Trauma has many causes.
Trauma occurs in all shapes and sizes and affects every individual differently.
Sometimes, one terrible event can occur, and you feel like it has changed you forever. Other times, you may experience a life of abuse, neglect, belittling remarks or bullying, and those experiences stay with you years after happening.
Life-threatening accidents, experiencing war up close or losing a close friend or family member are sometimes hard to process.
You’ve never felt good enough.
You never even knew what you experienced might be considered “trauma” until someone gave you that funny look signifying the same thing didn’t happen to them and what you experienced wasn’t “normal.”
Maybe you had a parent who abused substances or struggled with their mental health – they were a great parent some days but completely absent others.
Perhaps, you are back from Afghanistan or are a First Responder. You’ve seen things you wish you could forget. There are flashbacks and nightmares. You are looking over your shoulder constantly for the next shoe to drop.
Relationships are so hard. You can’t trust anyone or anything.
Beth’s mask hid the pain.
Each morning, Beth* puts on her makeup as a mask to hide the deep pain underneath her skin. She shows up to work and runs the show. She graduated top of her class and landed her dream job by the time she was 28.
You would never know she’s struggling.
Underneath that mask is the truth. Beth is a survivor of childhood trauma, and she learned to check out when things got hard at a young age. Her mom didn’t protect her.
Beth says it feels like she is looking down at herself from above.
The trauma started early.
Beth focused all her energy on being the very best so no one would know what was happening at home. Every day when Beth got home from school, her alcoholic father would get so drunk that Beth would hide upstairs with her little brother to avoid him and the things he did to them.
No matter how well she did in school, it was never enough to hear her parents say, “Good Job!”
Beth fantasizes about a solid night’s rest without the nightmares and tries to imagine a healthy marriage where she can finally let down her guard. She visualizes being financially secure and not worrying about how to make ends meet.
Fear keeps her looking over her shoulder, and she wants to cease worrying about what is to come or how to avoid places that make her anxiety unbearable.
Traumatic experiences can linger for years.
The body carries the legacy of trauma from the way our body feels, our movement, posture and throughout the nervous system.
Traumatic experiences and the fear they produce can keep us stuck in the past and prevents true healing.
Therapy can help you move past that experience.
Through therapy, you can work through the cycles and patterns that bring discomfort and bring awareness to how it affects your body.
Guidance to healing starts with listening to your body.
Sometimes, words are not enough to help us heal, and we must target what discomfort lives within our bodies. We’ll use the body as our guide and notice where it got stuck and how it might want to move now that it is free. You’ll get to know all the parts that make up your whole Self.
Through guided imagery and visualizations, you’ll meet your inner child and nurture the younger version of yourself to find healing.
Recovery from trauma is possible, and we are here to walk with you on your journey. Each clinician at Bee Well has excellent training in trauma therapy. We use several methods, including Eye Movement Desensitization and Reprocessing (EMDR), sensorimotor psychotherapy, parts work, inner child work, somatic experiencing, mindfulness and Trauma-Focused Cognitive-Behavioral Therapy.
We can help you find the peace you seek by utilizing an eclectic combination of these modalities. Overcome your trauma and make your dreams come true. We can help!
Let’s do the work.
Together, we will dig into the patterns and cycles that create discomfort. You will learn to read your body and recognize the subtle changes before the discomfort becomes unbearable.
You’ll practice the techniques to stretch the window between comfort and dysregulation, allowing you to process the trauma when it comes. This process assists you in getting to know your body well enough that you wholeheartedly know you can find a true sense of safety.
Our memories are like a giant spider web.
One more recent memory may connect to many others.
With Eye Movement Desensitization and Reprocessing (EMDR), we will identify the most profound or earliest memory and utilize eye movement to make the pain easier to bear and less impactful on your daily life.
Don’t let the past keep you from enjoying the present. Contact us today and discuss how EMDR can help you overcome past traumatic events in your life.
*Name changed to protect client confidentiality.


ABOUT THIS TASK
If a line in the entries below holds the string "funds", copy it.

-*-*-

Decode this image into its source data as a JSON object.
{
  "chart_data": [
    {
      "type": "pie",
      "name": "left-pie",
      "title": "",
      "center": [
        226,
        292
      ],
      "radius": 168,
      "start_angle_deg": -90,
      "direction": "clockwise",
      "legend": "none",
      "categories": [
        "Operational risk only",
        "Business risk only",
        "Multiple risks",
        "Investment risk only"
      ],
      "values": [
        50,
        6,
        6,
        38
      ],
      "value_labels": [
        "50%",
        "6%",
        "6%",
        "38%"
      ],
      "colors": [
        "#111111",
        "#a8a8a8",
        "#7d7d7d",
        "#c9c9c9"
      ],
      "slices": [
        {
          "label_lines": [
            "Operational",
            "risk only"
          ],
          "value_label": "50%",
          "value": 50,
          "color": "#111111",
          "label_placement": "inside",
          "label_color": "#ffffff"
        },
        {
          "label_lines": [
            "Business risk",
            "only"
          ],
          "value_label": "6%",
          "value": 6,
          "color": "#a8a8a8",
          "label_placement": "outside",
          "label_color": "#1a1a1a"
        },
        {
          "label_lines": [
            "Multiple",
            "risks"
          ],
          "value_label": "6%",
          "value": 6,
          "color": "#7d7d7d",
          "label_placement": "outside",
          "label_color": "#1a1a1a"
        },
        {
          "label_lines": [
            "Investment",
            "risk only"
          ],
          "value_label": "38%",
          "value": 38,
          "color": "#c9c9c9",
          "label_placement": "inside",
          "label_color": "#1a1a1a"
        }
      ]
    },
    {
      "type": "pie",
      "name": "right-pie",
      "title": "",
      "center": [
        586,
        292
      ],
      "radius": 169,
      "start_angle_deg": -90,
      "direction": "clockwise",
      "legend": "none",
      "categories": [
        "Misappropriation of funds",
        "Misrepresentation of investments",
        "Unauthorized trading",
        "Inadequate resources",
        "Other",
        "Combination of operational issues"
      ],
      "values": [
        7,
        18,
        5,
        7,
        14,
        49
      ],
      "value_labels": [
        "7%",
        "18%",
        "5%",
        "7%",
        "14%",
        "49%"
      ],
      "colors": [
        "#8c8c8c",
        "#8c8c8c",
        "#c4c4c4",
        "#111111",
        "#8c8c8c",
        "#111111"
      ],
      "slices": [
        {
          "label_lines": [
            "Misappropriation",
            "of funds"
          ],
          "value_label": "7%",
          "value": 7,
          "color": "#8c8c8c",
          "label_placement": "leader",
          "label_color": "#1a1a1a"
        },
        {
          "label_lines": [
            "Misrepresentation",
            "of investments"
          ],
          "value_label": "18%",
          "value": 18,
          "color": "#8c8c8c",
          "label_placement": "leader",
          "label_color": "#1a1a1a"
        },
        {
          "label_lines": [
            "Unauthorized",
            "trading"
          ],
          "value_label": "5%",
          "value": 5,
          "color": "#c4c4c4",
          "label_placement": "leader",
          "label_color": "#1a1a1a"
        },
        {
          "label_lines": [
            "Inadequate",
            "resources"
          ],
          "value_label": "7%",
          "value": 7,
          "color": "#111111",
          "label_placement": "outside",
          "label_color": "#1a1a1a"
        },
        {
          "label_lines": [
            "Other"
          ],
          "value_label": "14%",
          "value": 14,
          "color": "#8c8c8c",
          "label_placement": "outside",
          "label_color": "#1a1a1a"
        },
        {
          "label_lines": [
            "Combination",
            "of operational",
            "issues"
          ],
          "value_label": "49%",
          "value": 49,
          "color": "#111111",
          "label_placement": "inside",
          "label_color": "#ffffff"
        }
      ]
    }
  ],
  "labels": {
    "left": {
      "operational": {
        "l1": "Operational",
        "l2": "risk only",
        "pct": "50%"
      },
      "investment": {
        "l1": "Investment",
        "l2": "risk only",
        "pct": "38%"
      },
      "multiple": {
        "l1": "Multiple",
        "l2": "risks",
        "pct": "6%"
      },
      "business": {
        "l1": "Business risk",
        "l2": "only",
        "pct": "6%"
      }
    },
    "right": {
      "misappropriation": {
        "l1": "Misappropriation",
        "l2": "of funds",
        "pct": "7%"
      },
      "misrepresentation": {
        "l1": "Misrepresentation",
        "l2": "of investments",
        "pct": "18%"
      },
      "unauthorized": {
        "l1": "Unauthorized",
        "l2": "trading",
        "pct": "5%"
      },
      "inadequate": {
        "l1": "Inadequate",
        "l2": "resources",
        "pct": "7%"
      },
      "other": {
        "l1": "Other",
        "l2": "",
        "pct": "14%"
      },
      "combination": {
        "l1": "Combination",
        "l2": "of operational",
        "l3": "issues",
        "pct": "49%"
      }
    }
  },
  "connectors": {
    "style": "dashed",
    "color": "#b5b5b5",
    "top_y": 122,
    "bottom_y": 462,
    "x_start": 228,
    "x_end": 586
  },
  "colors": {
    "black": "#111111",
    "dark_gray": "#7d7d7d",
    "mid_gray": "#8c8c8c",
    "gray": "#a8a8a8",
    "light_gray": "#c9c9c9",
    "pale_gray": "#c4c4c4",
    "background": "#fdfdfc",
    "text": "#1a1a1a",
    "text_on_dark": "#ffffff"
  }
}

-*-*-

SOLVED PROBLEM
        "Misappropriation of funds",
            "of funds"
        "l2": "of funds",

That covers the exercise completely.